The artist’s interiors are also marked by a dreamy, surreal atmosphere. Influenced by Ukiyo-e, or “floating world,” Japanese prints of the seventeenth to nineteenth centuries, Ojih Odutola frees her compositions from strict perspectival order, animating flattened areas such as walls and floors. A striking example of the artist’s activated, stylized spaces appears in Years Later – Her Scarf (2017), in which a man sits uneasily with the eponymous scarf (presumably from a past lover) clutched tightly in his hands. Instead of receding in perspective, the floorboards slant toward the viewer, pulling us into the composition, while the figure’s magnetic gaze draws us in even further. Through multiple vanishing points, Ojih Odutola throws her compositions off-kilter, creating the effect of an ever-expanding room. Framing devices such as doorways, windows, and mirrors, which often reveal mysterious sightlines, emphasize these deliberately skewed and dramatic angles. In another full-length figure drawing, Unclaimed Estates (2017), a man deep in contemplation leans coolly against a wall. Flanked on either side by an open doorway and a mirror, his body is positioned parallel to the corners of the room, where the angled walls and floors seem to bend in unlikely directions, trapping him within the tight vertical space. The mirror next to him hangs, impossibly, in a corner. Ojih Odutola sneaks in such irrational details throughout, subverting the rules of conventional representation while further pushing the psychological narrative.
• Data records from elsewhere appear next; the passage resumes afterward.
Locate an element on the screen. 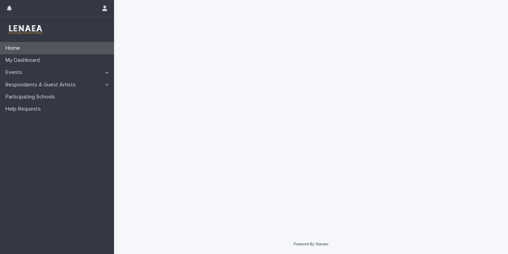 The image size is (508, 254). p: Events is located at coordinates (15, 72).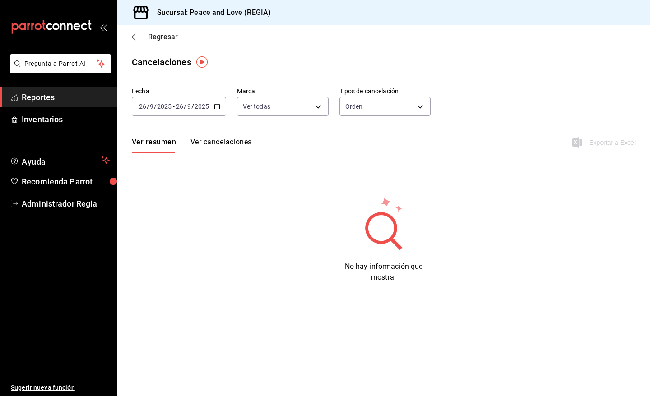 The width and height of the screenshot is (650, 396). I want to click on span: Recomienda Parrot, so click(65, 182).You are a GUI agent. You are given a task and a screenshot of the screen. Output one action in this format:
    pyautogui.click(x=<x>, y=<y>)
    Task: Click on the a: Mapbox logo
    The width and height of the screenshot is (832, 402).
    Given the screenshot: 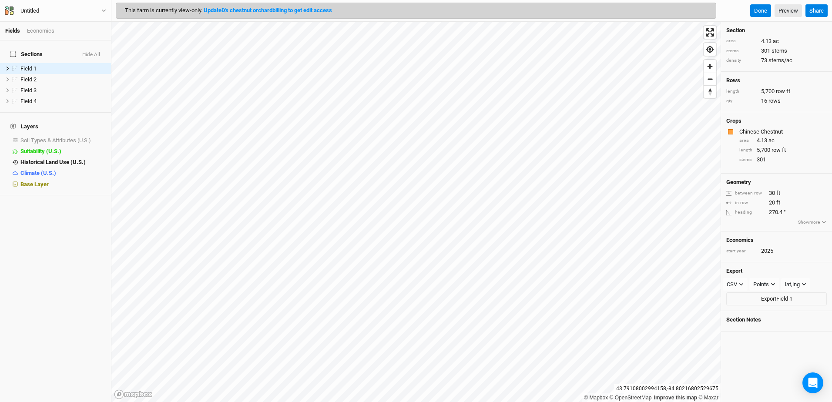 What is the action you would take?
    pyautogui.click(x=133, y=394)
    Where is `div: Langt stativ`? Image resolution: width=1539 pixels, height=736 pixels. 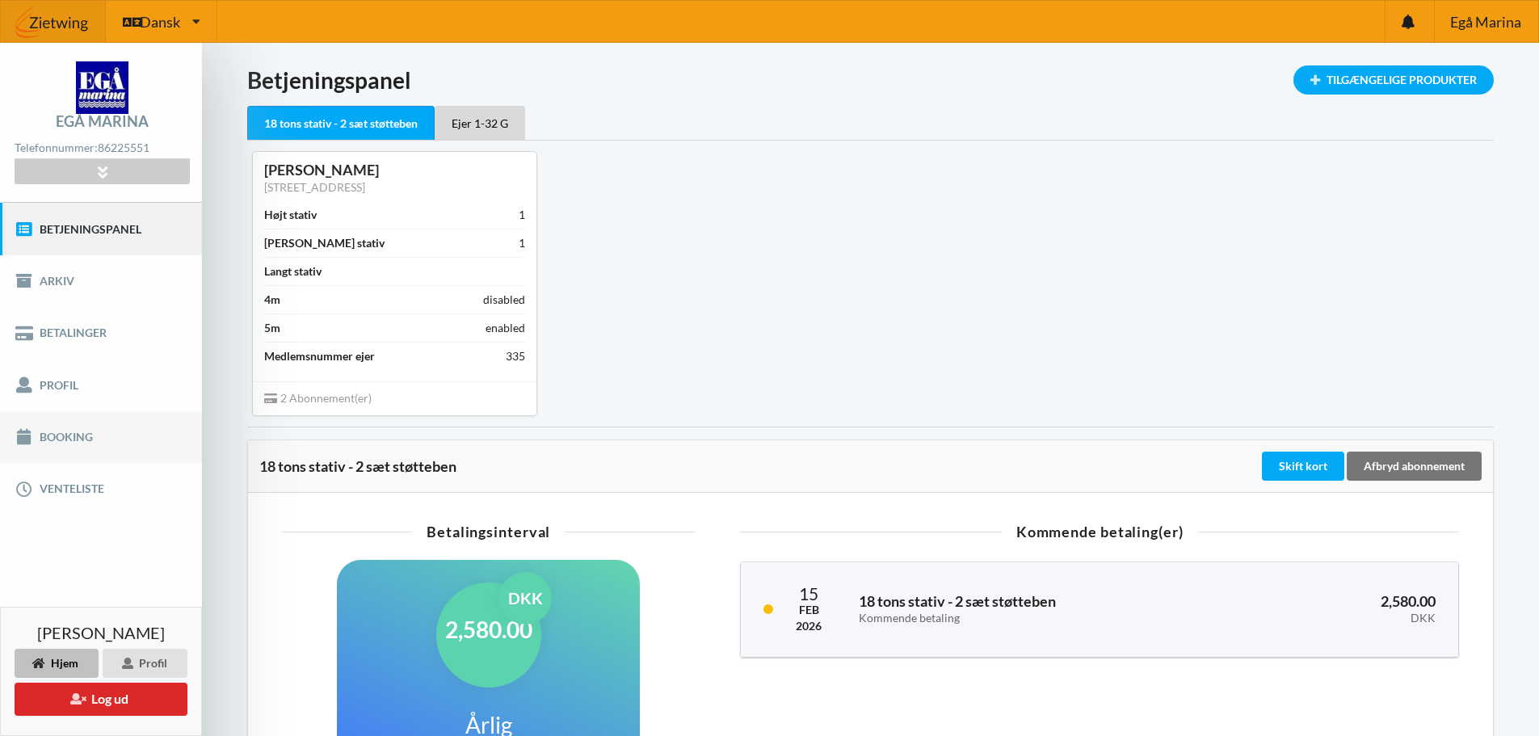 div: Langt stativ is located at coordinates (293, 272).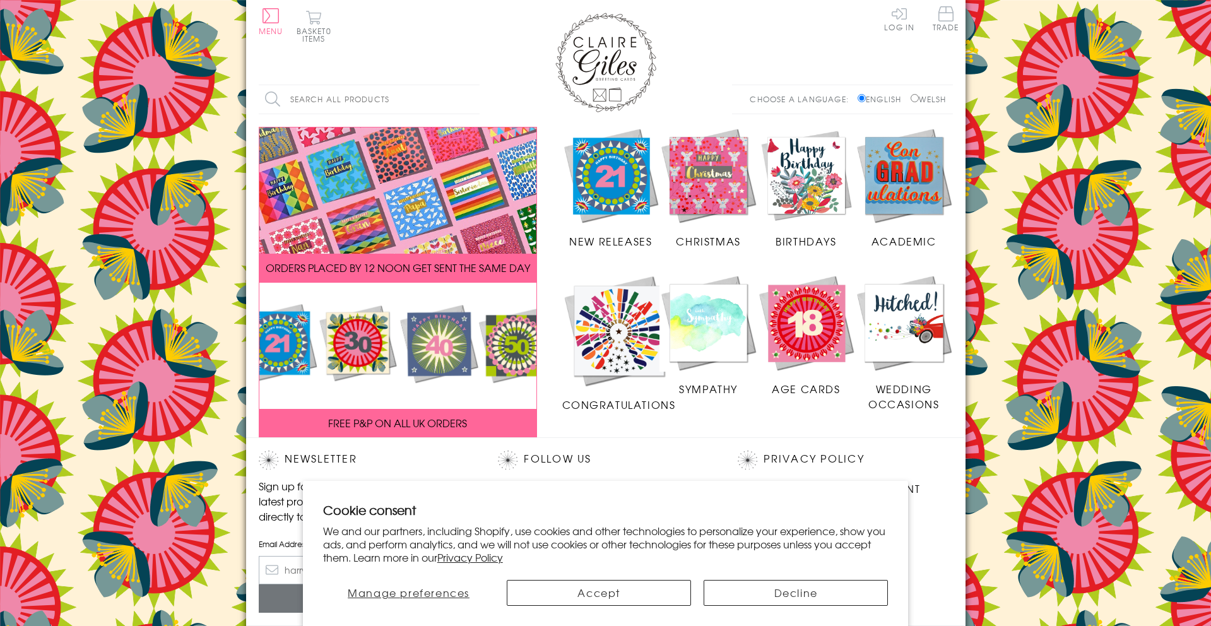  Describe the element at coordinates (397, 267) in the screenshot. I see `span: ORDERS PLACED BY 12 NOON GET SENT THE SAME DAY` at that location.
Ojih Odutola’s works resonate with feelings ranging from nostalgia and melancholy to contemplation and empowerment. The interiority of her subjects is powerfully articulated through their faraway looks and weary glances, in the drape of a blazer, or by the slouch (or lift) of a shoulder. Engaging with the vast history of portraiture, she reinvigorates a genre that has largely excluded the representation of nonwhite figures through her nuanced examinations of skin color and class. Understanding identity as fluid and multifaceted, she discredits any notion of the self as either singular or fixed. Each of Ojih Odutola’s composite figures, based on an assortment of features and poses drawn from family members, friends, and the artist herself, as well as different emotional and psychological states, can be understood as a “mood,” she explains, rather than “necessarily dealing with a specific person in a place and time.”Unpublished audio interview with the artist.Even knowing this, it is challenging for viewers to resist the urge to identify her figures—to look for someone we might recognize. Drawn in by her subjects’ often wandering gazes, it is easy to become lost in the continuous, sinewy patterns of their skin. Likewise, the intricacies of the imagined backdrop—landscape or interior—spill into the figures themselves, uniting them as one and the same. In many ways, the figures’ surroundings are an extension of their identities—a portrait of the tenor that they evoke. Within the bold, terrain-like patterning, the artist plays with dense layers of exaggerated color and line, implying a sense of movement and malleability—elements symbolic of the mercurial and metamorphic wandering self.